On a Saturday morning, the inside of Hungry’s was occupied by four people, going by the names of Jake Hix, Cleo Knight, Moxie Mallahan, and Lemony Snicket. We were clustered together around the counter. Three of us were on the customer side, Jake Hix was on the business side, and Jake Hix’s elbows were leading a double life. He and his sweetheart were deeply immersed in what appeared to be a fierce game of backgammon.
“I’m telling you, if you use both dice to move into your left quadrant, it will already be statistically impossible for me to win!” Jake exclaimed.
“Have these statistics of yours included the possibility of numerous double rolls?” replied Cleo, raising an eyebrow.
Jake harrumphed and watched morosely as one of Cleo’s black pieces took a sharp turn around the board. Moxie and I, too, watched morosely, as neither of us knew how to play the game, and neither of us were very interested in competitive bickering. Unlike a considerably older and considerably more unhappy couple in Stain’d-by-the-Sea, however, Cleo and Jake did not tend to argue. In fact, the topic at hand, a phrase which here means “The topic which didn’t seem to be sticking to the conversation despite my sincere efforts”, was how we were possibly going to be able to work together in a time like this.
A time like this was a time with a villainous villain named Hangfire at large, a mysterious mystery named Ellington at the local jail, and a librarianous librarian at the end of his rope. Or so I thought. I thought that Dashiell Qwerty was innocent, and I thought that he was sitting on a train to the city, awaiting a trial for debatable crimes. But once again, I thought wrong.
I was just about to interrupt the bickering sweethearts and try to explain my wrong predictions, when an enormous head of hair walked into the diner and interrupted them for me. S. Theodora Markson, 20% incompetent and 80% curls, was supposed to be my chaperone for the duration of my stay in Stain’d-by-the-Sea. So far she had managed to do this in only one respect, which was occasionally driving me along in her dilapidated roadster.

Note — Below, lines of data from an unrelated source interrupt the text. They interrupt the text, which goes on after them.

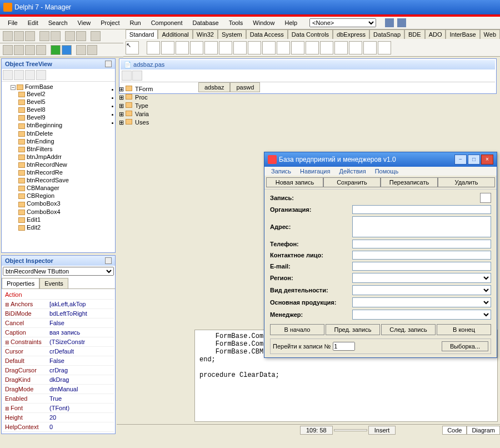  I want to click on prop-value: вая запись, so click(81, 332).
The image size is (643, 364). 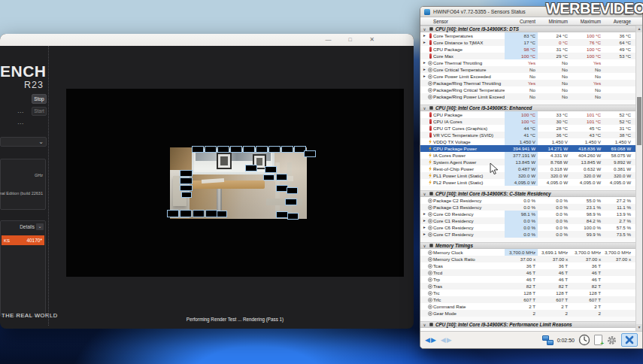 I want to click on sensor-row: ▸Core Temperatures83 °C24 °C100 °C36 °C, so click(x=531, y=36).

“Why did you sneak off again, Snicket?” scolded Theodora, striding towards me and grabbing onto my ear. This is a common practice among adults of a certain variety. It was the sort of variety that also made it a point not to listen to their apprentices in the morning. “I’ve been looking for you everywhere.”

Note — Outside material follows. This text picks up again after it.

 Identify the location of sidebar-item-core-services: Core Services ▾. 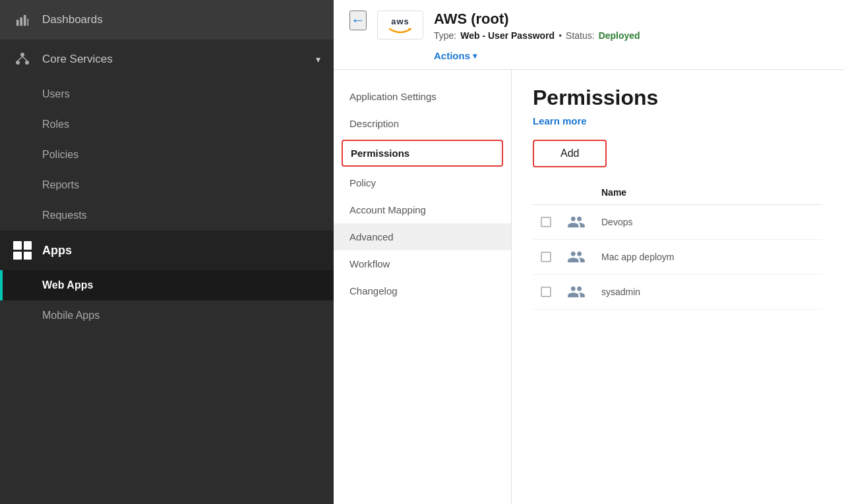
(167, 59).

“I told you during breakfast,” I said, glancing towards my friends with an I’m sorry about this look. “You were beating up the hot plate, and I told you I’d just go to Hungry’s instead.”
Theodora glared. “I asked you a question,” she declared. “Why can’t you learn to answer questions?”
“What does the S stand for in your name?” I replied.
“Sensibility!” said Theodora. “That’s what you need. Besides, there’s no point arguing at a time like this. Come along, Snicket.”
I conceded that this was the first reasonable thing Theodora Markson had said in a long while, so instead of arguing at a time like this, I came along. “I’ll be back as soon as possible,” I told my friends as I followed my chaperone out the door. But inside the roadster, I wasn’t so sure about it. Theodora put her helmet on and instead of putting the key in the ignition, she gave a deep sigh and turned to me. Something was wrong.
“There’s been a murder, Snicket,” she said in a hushed voice. “I’m afraid this is very serious business.”
I didn’t say anything. I wanted to close my eyes and picture the people it could be. Not only was Hangfire still at large, he was becoming more treacherous than ever. Despite my sincere efforts, the topic hadn’t stuck to the conversation back in Hungry’s, and now I was paying for it, paying for all those moments off the case, with a murder— I hadn’t stopped fighting, but I hadn’t fought hard enough.
The roadster chugged off down the road, and turned onto Caravan and Parfait.